In camp there is “individual” and “common” underwear; such are the verbal pearls found in official speech. “Individual” underwear is newer and somewhat better and is reserved for “trusties,” convict foremen, and other privileged persons . . . “common” underwear is underwear for anyone. It’s handed out in the bathhouse right after bathing in exchange for dirty underwear, which is gathered and counted separately beforehand. There’s no opportunity to select anything according to size. Clean underwear is a pure lottery, and I felt a strange and terrible pity at seeing adult men cry over the injustice of receiving worn-out clean underwear in exchange for dirty good underwear.
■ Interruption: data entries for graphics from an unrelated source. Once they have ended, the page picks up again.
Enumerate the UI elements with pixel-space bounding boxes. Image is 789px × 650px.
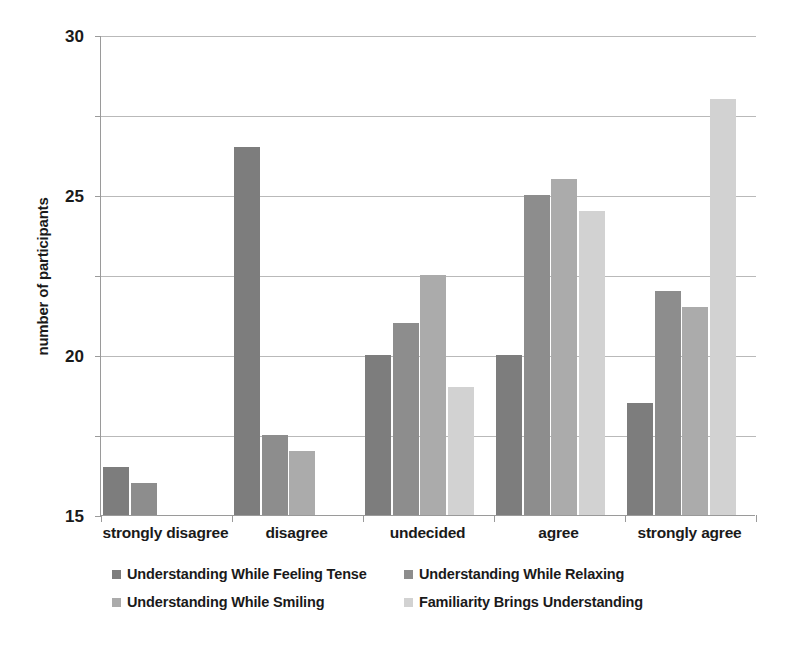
bar	[448, 387, 474, 515]
x-tick-mark	[625, 515, 626, 522]
y-tick-label: 15	[65, 507, 84, 527]
x-axis-label-disagree: disagree	[231, 524, 362, 542]
x-tick-mark	[494, 515, 495, 522]
bar	[365, 355, 391, 515]
x-axis-label-agree: agree	[493, 524, 624, 542]
legend-label: Familiarity Brings Understanding	[419, 594, 643, 610]
bar	[524, 195, 550, 515]
bar	[131, 483, 157, 515]
x-tick-mark	[101, 515, 102, 522]
legend-item[interactable]: Understanding While Smiling	[112, 594, 404, 610]
bar-group	[232, 36, 363, 515]
legend-swatch-icon	[404, 570, 413, 579]
bar	[234, 147, 260, 515]
x-axis-label-strongly-agree: strongly agree	[624, 524, 755, 542]
bar	[103, 467, 129, 515]
bar-group	[494, 36, 625, 515]
legend-swatch-icon	[112, 598, 121, 607]
bar	[551, 179, 577, 515]
legend-row: Understanding While Feeling TenseUnderst…	[112, 560, 712, 588]
bar-group	[363, 36, 494, 515]
legend-label: Understanding While Smiling	[127, 594, 324, 610]
plot-area: 051015202530	[100, 36, 755, 516]
y-axis-title: number of participants	[34, 157, 51, 397]
x-axis-label-strongly-disagree: strongly disagree	[100, 524, 231, 542]
bar	[393, 323, 419, 515]
bar-group	[625, 36, 756, 515]
legend-item[interactable]: Familiarity Brings Understanding	[404, 594, 704, 610]
legend-swatch-icon	[112, 570, 121, 579]
legend-item[interactable]: Understanding While Feeling Tense	[112, 566, 404, 582]
bar	[289, 451, 315, 515]
bar	[262, 435, 288, 515]
bar	[710, 99, 736, 515]
legend-row: Understanding While SmilingFamiliarity B…	[112, 588, 712, 616]
x-axis-label-undecided: undecided	[362, 524, 493, 542]
x-tick-mark	[756, 515, 757, 522]
legend-item[interactable]: Understanding While Relaxing	[404, 566, 704, 582]
bar	[579, 211, 605, 515]
bar	[655, 291, 681, 515]
y-tick-label: 25	[65, 187, 84, 207]
legend-label: Understanding While Feeling Tense	[127, 566, 367, 582]
bar	[682, 307, 708, 515]
y-tick-label: 20	[65, 347, 84, 367]
legend-swatch-icon	[404, 598, 413, 607]
chart-legend: Understanding While Feeling TenseUnderst…	[112, 560, 712, 616]
bar-chart: number of participants 051015202530 stro…	[0, 0, 789, 650]
bar	[496, 355, 522, 515]
bar	[420, 275, 446, 515]
y-tick-label: 30	[65, 27, 84, 47]
x-tick-mark	[363, 515, 364, 522]
x-tick-mark	[232, 515, 233, 522]
bar	[627, 403, 653, 515]
bar-group	[101, 36, 232, 515]
legend-label: Understanding While Relaxing	[419, 566, 624, 582]
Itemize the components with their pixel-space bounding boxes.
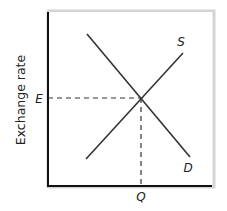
supply-demand-chart xyxy=(0,0,227,211)
supply-curve-label: S xyxy=(177,35,185,49)
equilibrium-quantity-label: Q xyxy=(136,190,145,204)
y-axis-label: Exchange rate xyxy=(13,55,28,145)
equilibrium-price-label: E xyxy=(35,92,43,106)
plot-area xyxy=(48,12,212,186)
demand-curve-label: D xyxy=(183,161,192,175)
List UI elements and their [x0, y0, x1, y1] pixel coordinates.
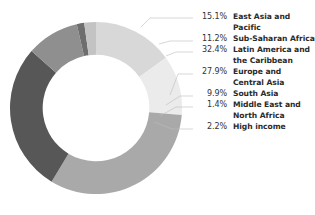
- donut-chart-graphic: [8, 10, 184, 206]
- legend-category: High income: [233, 121, 286, 132]
- legend-percent: 27.9%: [196, 66, 227, 77]
- legend: 15.1% East Asia and Pacific 11.2% Sub-Sa…: [196, 11, 315, 132]
- legend-item-high-income[interactable]: 2.2% High income: [196, 121, 315, 132]
- donut-slice-latin-america-and-the-caribbean[interactable]: [52, 112, 182, 194]
- legend-percent: 15.1%: [196, 11, 227, 22]
- legend-item-middle-east-and-north-africa[interactable]: 1.4% Middle East and North Africa: [196, 99, 315, 121]
- legend-percent: 2.2%: [196, 121, 227, 132]
- legend-category: Sub-Saharan Africa: [233, 33, 315, 44]
- legend-category: Latin America and the Caribbean: [233, 44, 310, 66]
- legend-item-latin-america-and-the-caribbean[interactable]: 32.4% Latin America and the Caribbean: [196, 44, 315, 66]
- donut-chart-figure: 15.1% East Asia and Pacific 11.2% Sub-Sa…: [0, 0, 315, 215]
- legend-percent: 1.4%: [196, 99, 227, 110]
- legend-category: Europe and Central Asia: [233, 66, 284, 88]
- legend-category: Middle East and North Africa: [233, 99, 301, 121]
- legend-item-south-asia[interactable]: 9.9% South Asia: [196, 88, 315, 99]
- donut-slice-group: [10, 22, 182, 194]
- legend-percent: 11.2%: [196, 33, 227, 44]
- legend-item-sub-saharan-africa[interactable]: 11.2% Sub-Saharan Africa: [196, 33, 315, 44]
- legend-percent: 32.4%: [196, 44, 227, 55]
- donut-svg: [8, 10, 184, 206]
- legend-percent: 9.9%: [196, 88, 227, 99]
- legend-item-europe-and-central-asia[interactable]: 27.9% Europe and Central Asia: [196, 66, 315, 88]
- legend-category: East Asia and Pacific: [233, 11, 290, 33]
- donut-slice-europe-and-central-asia[interactable]: [10, 51, 68, 182]
- legend-category: South Asia: [233, 88, 278, 99]
- legend-item-east-asia-and-pacific[interactable]: 15.1% East Asia and Pacific: [196, 11, 315, 33]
Nothing can take the mind of a human being off the unpleasantnesses that comprise life . . .81

Still, the shock of being washed, shaved, and dressed as zeks was only the first stage in a long initiation. Immediately afterward, the prisoners underwent one of the most critical procedures in their lives as inmates: selection— and segregation into categories of worker. This selection process would affect everything from a prisoner’s status in camp, to the type of barrack he lived in, to the type of work he would be assigned to do. All of which might, in turn, determine whether he would live or die.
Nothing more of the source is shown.